Exercises - Scripting Python for CLI tools#
These exercise should help you either reviewing or learning new shell commands. The exercises can be done localy on Linux, Mac or Windows 11 bash console.
1 Running Python statements from the command line#
We don’t need to open the interactive interpreter to run Python code.
Instead, we can invoke Python with the command flag -c
and the statement we want to run:
%%bash
python -c "print(2+3)"
5
When and why is this useful?
2 Listing files#
A Python library called glob can be used to create a list of files matching a pattern, much like the ls
shell command.
$ python
Python 3.7.6 (default, Jan 8 2020, 13:42:34)
[Clang 4.0.1 (tags/RELEASE_401/final)] ::
Anaconda, Inc. on darwin
Type "help", "copyright", "credits" or "license"
for more information.
NOTE: run this locally, not possible to enter python shell in a jupyter notebook cell. AND you will like have a newer version of Python installed wich is fine! Python 3.10 or newer is recommended anyways
import glob
glob.glob('zipf/data/*.txt')
['zipf/data/dracula.txt',
'zipf/data/frankenstein.txt',
'zipf/data/jane_eyre.txt',
'zipf/data/moby_dick.txt',
'zipf/data/sense_and_sensibility.txt',
'zipf/data/sherlock_holmes.txt',
'zipf/data/time_machine.txt']
Using script_template.py
as a guide, write a new script called my_ls.py
that takes as input a directory and a suffix (e.g., py, txt, md, sh) and outputs a list of the files (sorted alphabetically) in that directory ending in that suffix.
The help information for the new script should read as follows:
$ python bin/my_ls.py -h
usage: my_ls.py [-h] dir suffix
List the files in a given directory with a given suffix.
positional arguments:
dir Directory
suffix File suffix (e.g. py, sh)
optional arguments:
-h, --help show this help message and exit
and an example of the output would be:
$ python bin/my_ls.py data/ txt
data/dracula.txt
data/frankenstein.txt
data/jane_eyre.txt
data/moby_dick.txt
data/sense_and_sensibility.txt
data/sherlock_holmes.txt
data/time_machine.txt
NOTE: we will not be including this script in subsequent chapters.
3 Sentence ending punctuation#
Our wordcount.py
script strips the punctuation from a text, which means it provides no information on sentence endings.
Using template.py
and wordcount.py
as a guide, write a new script called sentence_endings.py
that counts the occurrence of full stops, question marks and exclamation points and prints that information to the screen.
Hint: String objects have a count
method:
"Hello! Are you ok?".count('!')
1
When you’re done, the script should be able to accept an input file:
$ python bin/sentence_endings.py data/dracula.txt
Number of . is 8505
Number of ? is 492
Number of ! is 752
or standard input:
$ head -n 500 data/dracula.txt | python bin/sentence_endings.py
Number of . is 148
Number of ? is 8
Number of ! is 8
NOTE: we will not be including this script in subsequent chapters.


§ **Task goal**
Scan the data below and work out how many of its lines contain the word "object". Give only that number.

*** Material provided

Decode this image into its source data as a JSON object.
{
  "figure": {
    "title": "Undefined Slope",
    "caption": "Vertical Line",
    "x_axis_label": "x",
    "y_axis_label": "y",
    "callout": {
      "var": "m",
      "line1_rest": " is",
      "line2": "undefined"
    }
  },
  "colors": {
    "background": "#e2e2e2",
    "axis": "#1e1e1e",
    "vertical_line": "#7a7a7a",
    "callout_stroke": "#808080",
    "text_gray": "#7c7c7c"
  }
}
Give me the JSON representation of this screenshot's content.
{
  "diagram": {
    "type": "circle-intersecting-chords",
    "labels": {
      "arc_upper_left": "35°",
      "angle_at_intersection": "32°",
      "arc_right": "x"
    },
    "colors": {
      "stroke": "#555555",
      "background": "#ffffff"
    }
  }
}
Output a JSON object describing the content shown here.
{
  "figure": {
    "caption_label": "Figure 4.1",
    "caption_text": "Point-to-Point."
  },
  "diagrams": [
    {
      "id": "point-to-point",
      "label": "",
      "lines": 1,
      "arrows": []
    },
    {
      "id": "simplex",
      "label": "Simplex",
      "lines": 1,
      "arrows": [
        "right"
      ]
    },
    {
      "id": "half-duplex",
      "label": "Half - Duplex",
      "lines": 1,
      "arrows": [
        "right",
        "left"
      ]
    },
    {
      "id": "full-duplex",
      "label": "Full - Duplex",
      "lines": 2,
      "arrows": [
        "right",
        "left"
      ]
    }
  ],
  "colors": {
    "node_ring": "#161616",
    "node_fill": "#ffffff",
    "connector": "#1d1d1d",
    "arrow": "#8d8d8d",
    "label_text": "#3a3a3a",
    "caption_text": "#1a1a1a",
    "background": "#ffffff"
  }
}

******

§ **Answer to the exercise**
2